As a baseline for evaluating risk, Geenens notes that groups believed to operate as proxies for a nation-state carry more weight in their claims than self-proclaimed anonymous channels. For instance, Handala, widely assessed to be a false flag operation for Iran's Ministry of Intelligence and Security (MOIS)—is the operation most frequently associated with concrete, verifiable cyber activity in March.

Evaluating the threat scene

Security researchers maintain different perspectives on the severity of the risk these aligned groups pose to organizational infrastructure.

Matt Hull, vice president of cyber intelligence and response at NCC Group, suggests organizations should prepare for more severe outcomes. "While many hacktivist actions are indeed noisy and designed for psychological effect, we have observed a significant shift toward destructive and high-consequence operations," Hull says. He points to groups targeting critical infrastructure and deploying wipers. He also highlights the role of Iran's reported "Electronic Operations Room" (EOR) in coordinating proxy activities.

"The establishment of the Electronic Operations Room (EOR) has synchronized hacktivist groups, allowing them to act as a force multiplier for state objectives," Hull states. "Even if an individual attack seems minor, the cumulative effect creates a massive drain on defensive resources and provides a smoke screen for more sophisticated state-sponsored actors to move undetected."

Loveland offers a more measured assessment of the current situation. "In fact, none of the Iran-linked, pro-Iranian groups (including Handala) or state-sponsored groups are making any meaningful impact on the Iran conflict, as confirmed by numerous independent assessments and our threat analysis," he states. "Iran and its proxies are orchestrating such campaigns on behalf of groups like 'Nasir Security' to sow uncertainty and create the optics of cyberattacks."

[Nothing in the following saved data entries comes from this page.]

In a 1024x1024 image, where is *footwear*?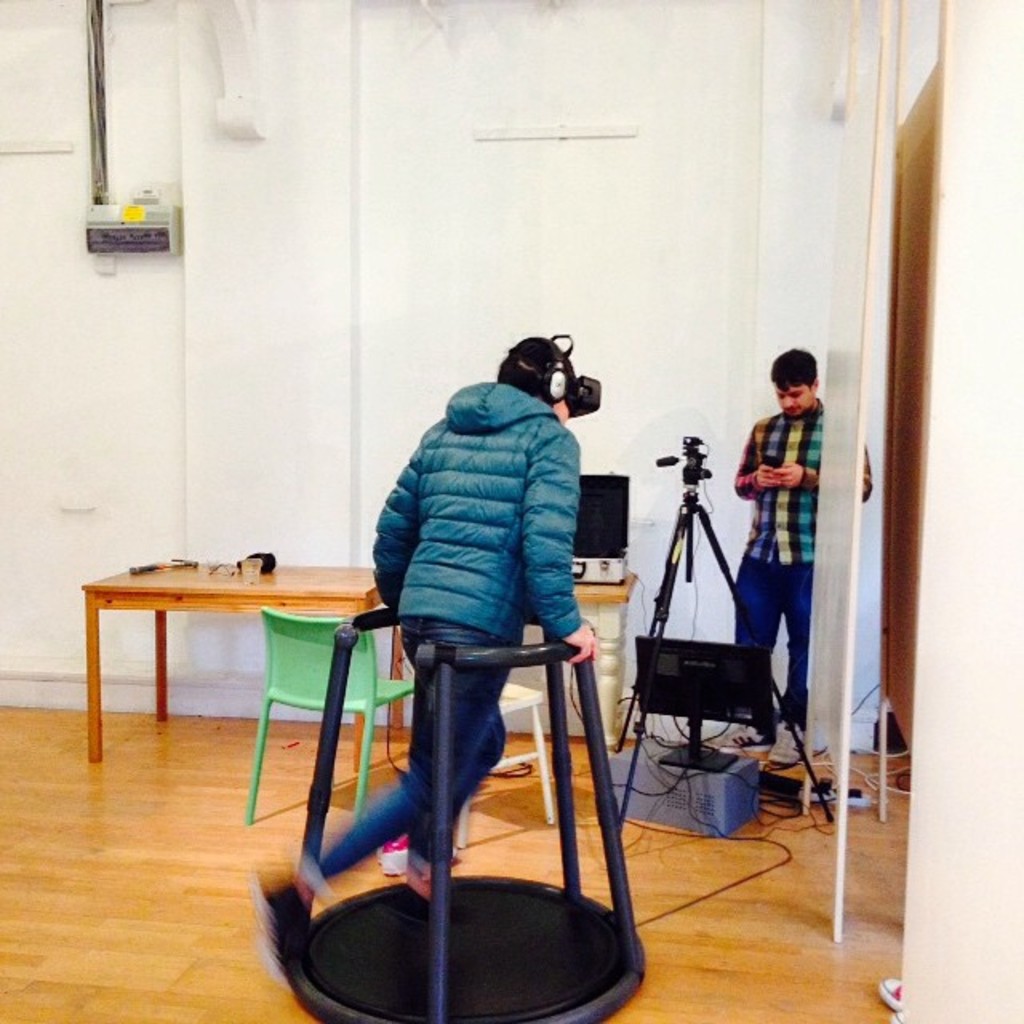
rect(766, 717, 811, 768).
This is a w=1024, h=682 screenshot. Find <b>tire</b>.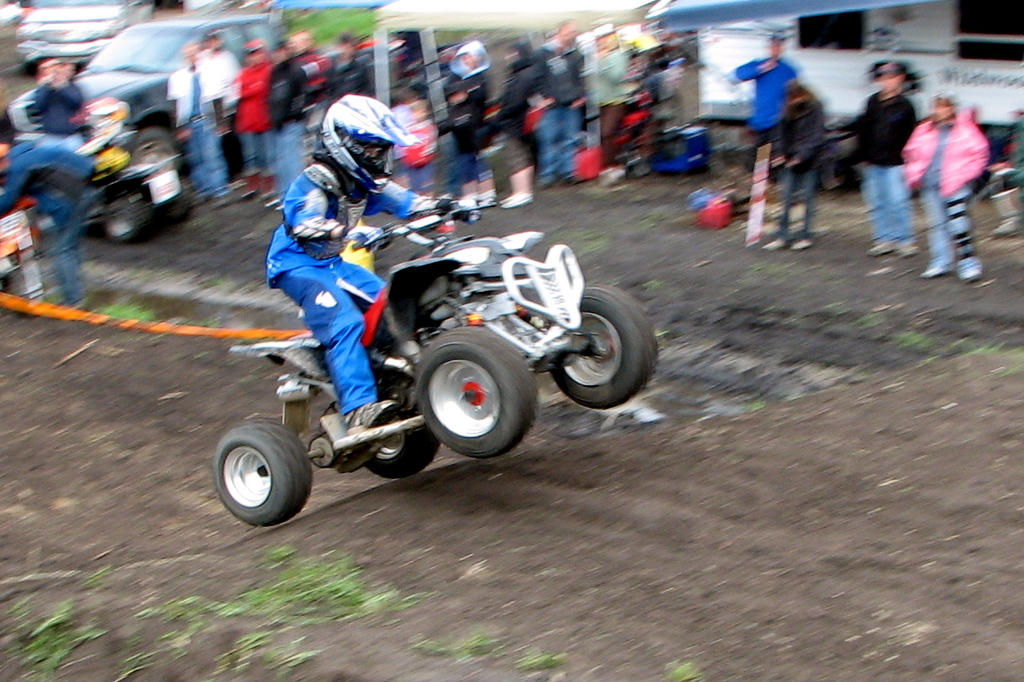
Bounding box: {"left": 546, "top": 286, "right": 657, "bottom": 409}.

To protect operations against these methodologies, security teams should focus on securing vendor and supply chain access. Implementing strict identity controls and multi-factor authentication mitigates the risk of the business email compromise and account takeover tactics these groups rely upon. Additionally, establishing clear communication protocols helps organizations effectively navigate the reputational uncertainty these threat actors attempt to create.